CERT: 15 | RELEASE DATE: AUGUST 26TH
“Don’t try to understand it. Feel it,” Clémence Poésy’s scientist advises The Protagonist (John David Washington). Yet Christopher Nolan’s latest is best served if one ignores these instructions and, rather than seek an emotional tether, embraces Tenet for its conceptual merits and technical excellence. This is Nolan on his home turf, in competition with himself.
Tenet may have remained shrouded in secrecy from the moment it was first announced, but fans will know to expect a mind-bending, deeply cerebral action-thriller from the acclaimed director of Inception and Memento. He deploys every tool in his signature toolbox, employing nonlinear storytelling and stunning cinematography to explore grand metaphysical themes and questions of fate and morality, delivering a sci-fi blockbuster that is Nolan through and through.
When it comes to narrative structure, this sees Nolan at his most ambitious. Without giving away more than the trailer already reveals, the action frequently slingshots back and forth, warping time and plot with only a throbbing soundscape to keep pace. Together with its dense, abstract theories of time and space and limited exposition, Tenet can feel like 150 minutes of controlled chaos.

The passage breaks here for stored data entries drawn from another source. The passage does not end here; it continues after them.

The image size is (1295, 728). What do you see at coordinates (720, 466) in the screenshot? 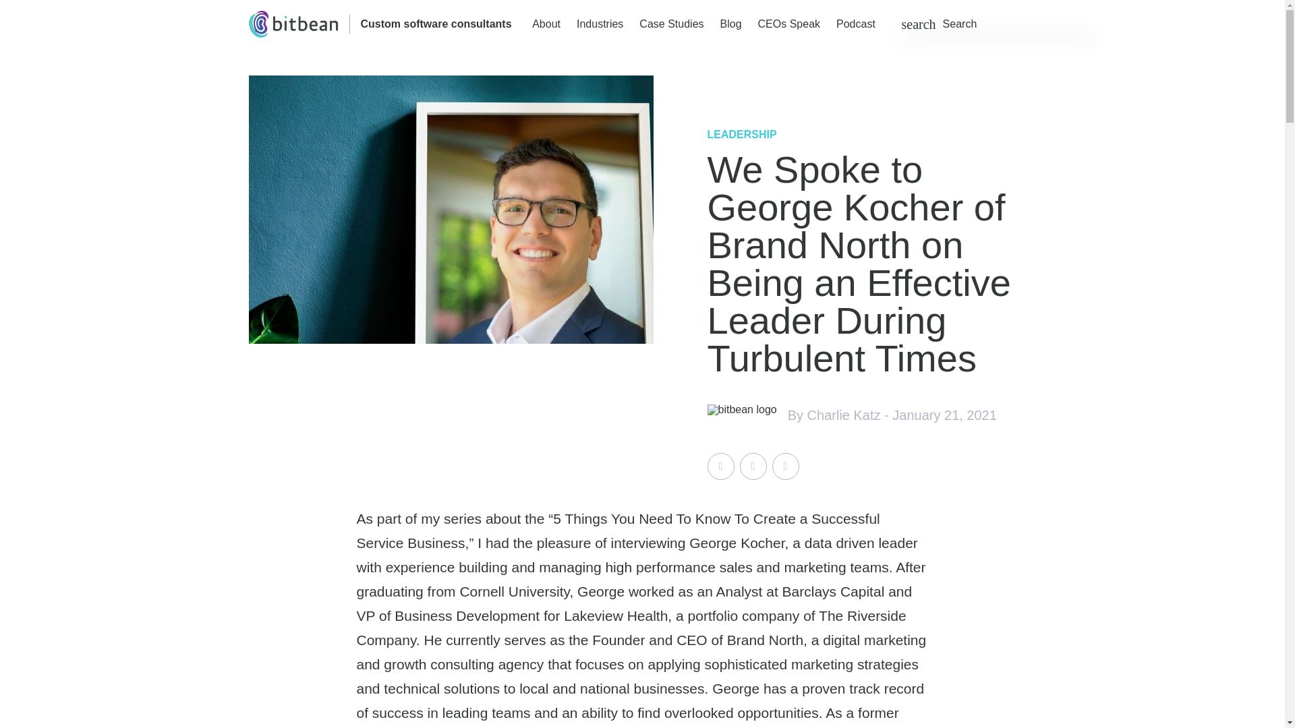
I see `Share on Twitter` at bounding box center [720, 466].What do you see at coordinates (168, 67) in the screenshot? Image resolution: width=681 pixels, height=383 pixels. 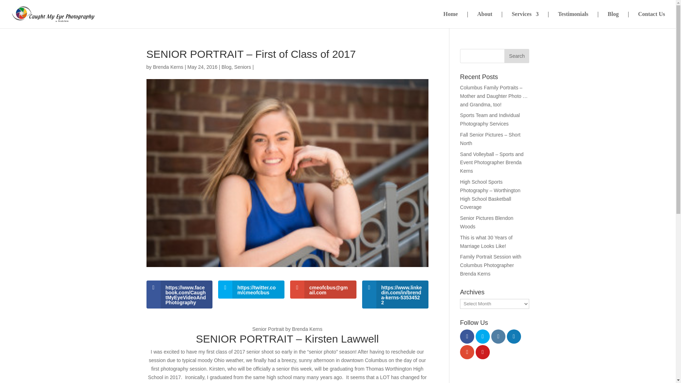 I see `Posts by Brenda Kerns` at bounding box center [168, 67].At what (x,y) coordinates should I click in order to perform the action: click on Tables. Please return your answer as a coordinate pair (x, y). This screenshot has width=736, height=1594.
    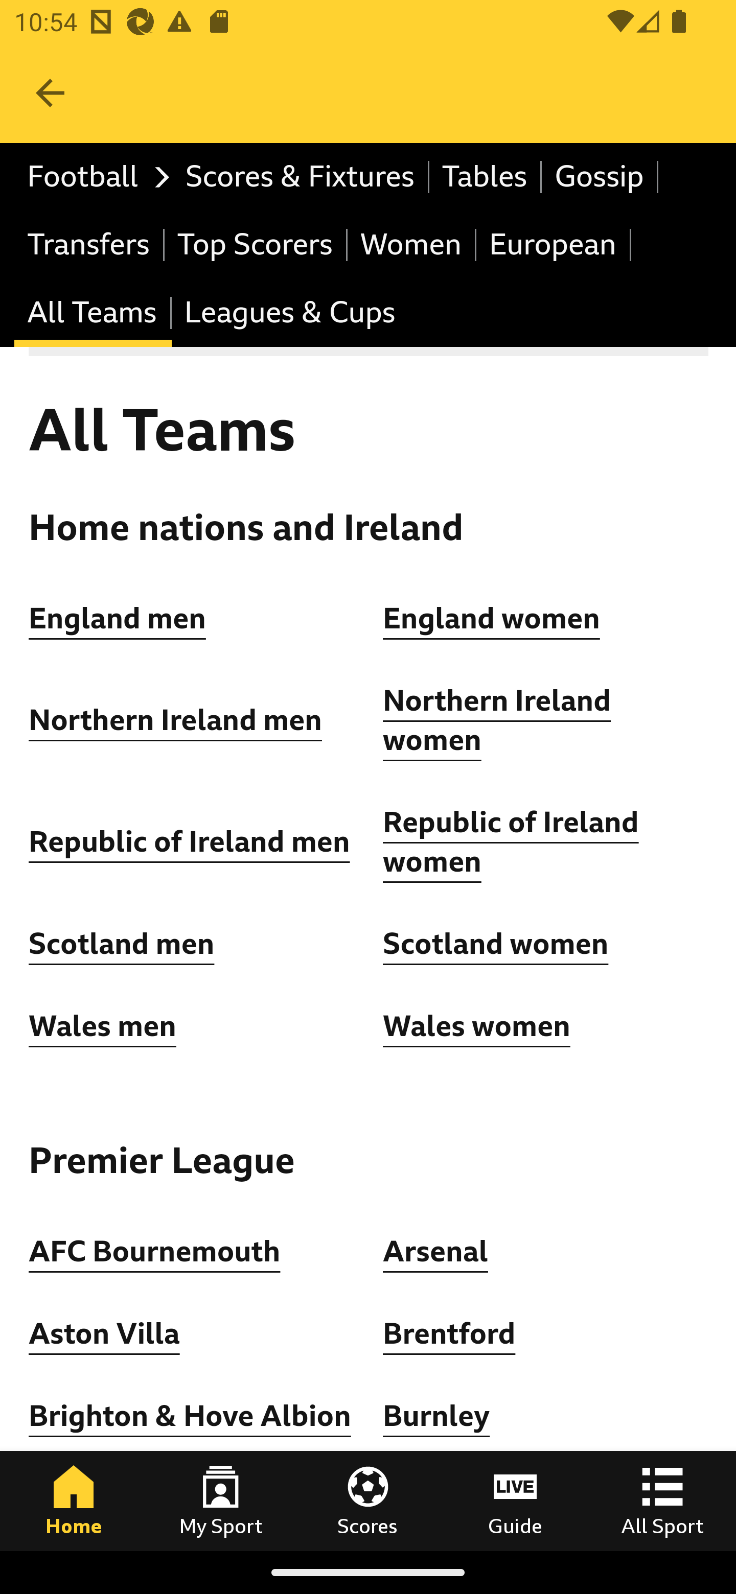
    Looking at the image, I should click on (485, 177).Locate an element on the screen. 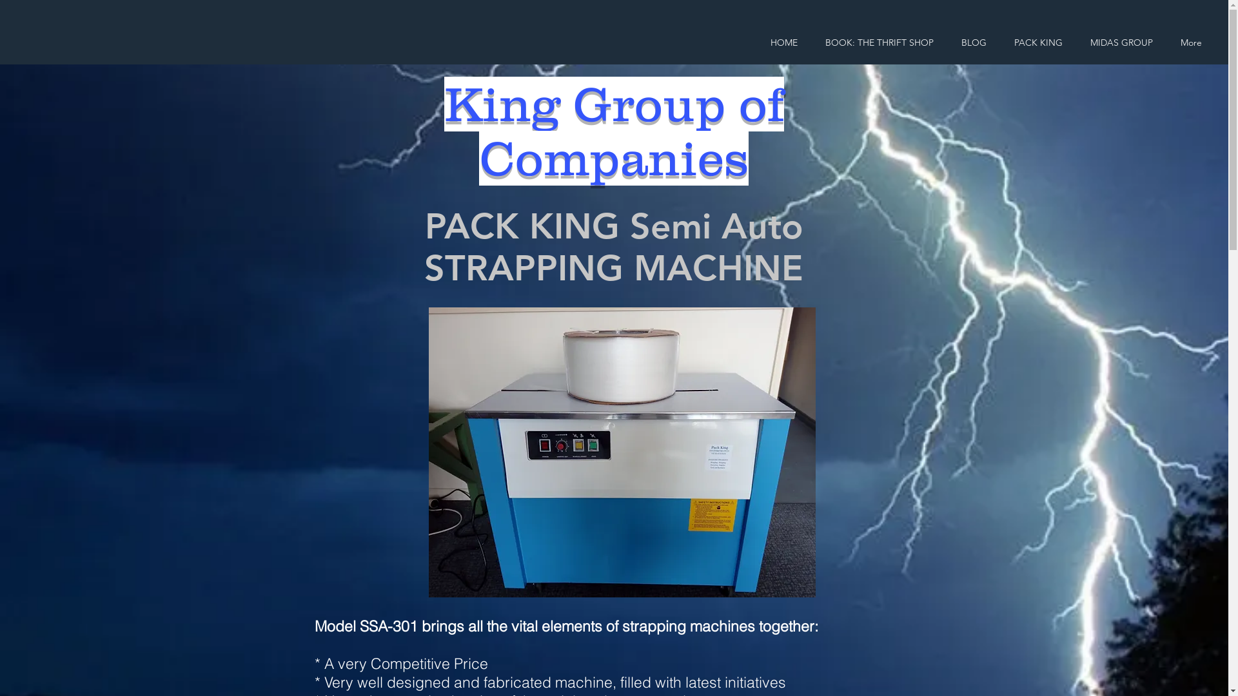 The height and width of the screenshot is (696, 1238). BLOG is located at coordinates (973, 43).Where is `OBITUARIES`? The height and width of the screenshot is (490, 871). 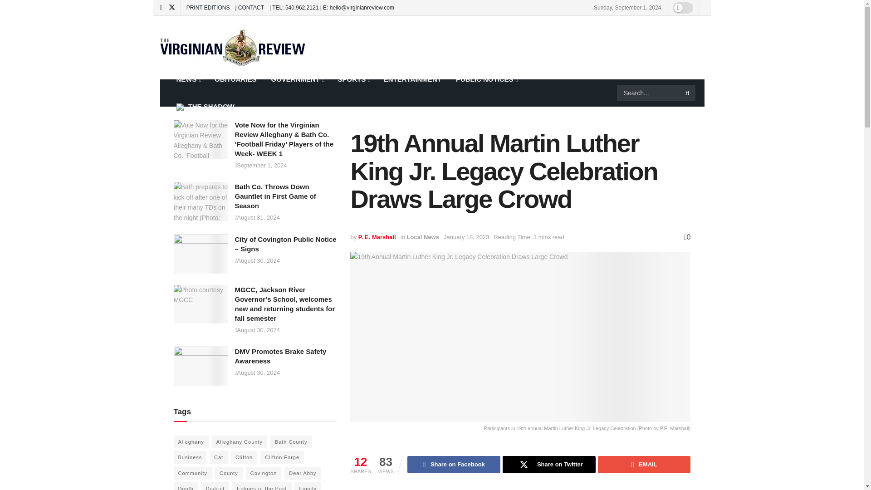 OBITUARIES is located at coordinates (235, 79).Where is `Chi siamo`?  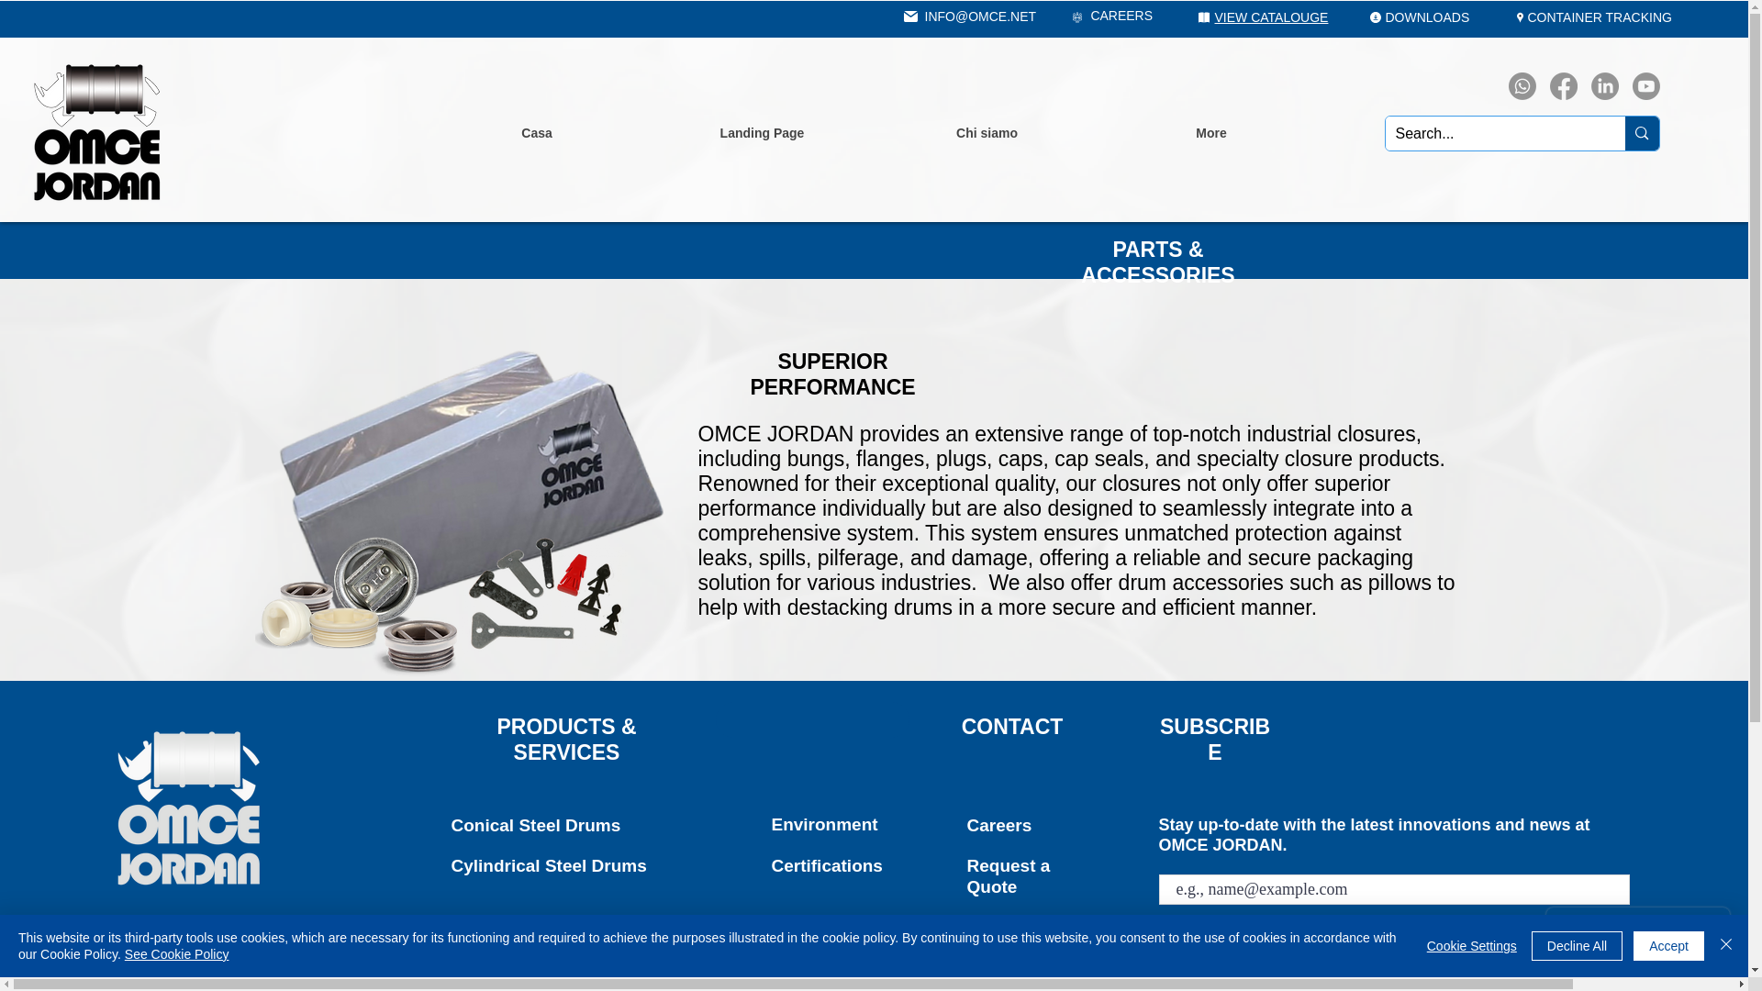 Chi siamo is located at coordinates (986, 132).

John David Washington’s brilliantly understated performance is the eye of the storm. In a film of this scale where the rules are continuously being redefined, where the breakneck action pieces and narrative intricacies make you feel as though you’re barely keeping your head above water, Washington effectively grounds the story as the steadfast, self-assured Protagonist. One thing the Protagonist does not offer much of, however, is warmth.
Tenet’s coldness is what keeps it just short of greatness. When the audience is asked to invest emotionally in The Protagonist and Kat’s (Elizabeth Debicki, splendid as always) relationship, it feels undeserved and superficial. One cannot help but think of Interstellar, a film so colossal in its scale and ideas that it could all too easily have kept its audience at arm’s length. Yet, by rooting its grandeur in the love between a father and daughter, Interstellar earns its viewer’s feelings of hope, joy, and heartbreak. In the case of Tenet, the viewer’s investment is purely intellectual; there are no real stakes in the outcome beyond the satisfaction of seeing the pieces of the puzzle fall into place.
Nonetheless, Nolan delivers a staggeringly ambitious sci-fi and sleek, compact action-thriller all in one: Tenet is technically excellent and challenging, pushing boundaries and subverting expectations with the director’s usual elegance. Will it save cinema? Who’s to say, but it sure is difficult to fault.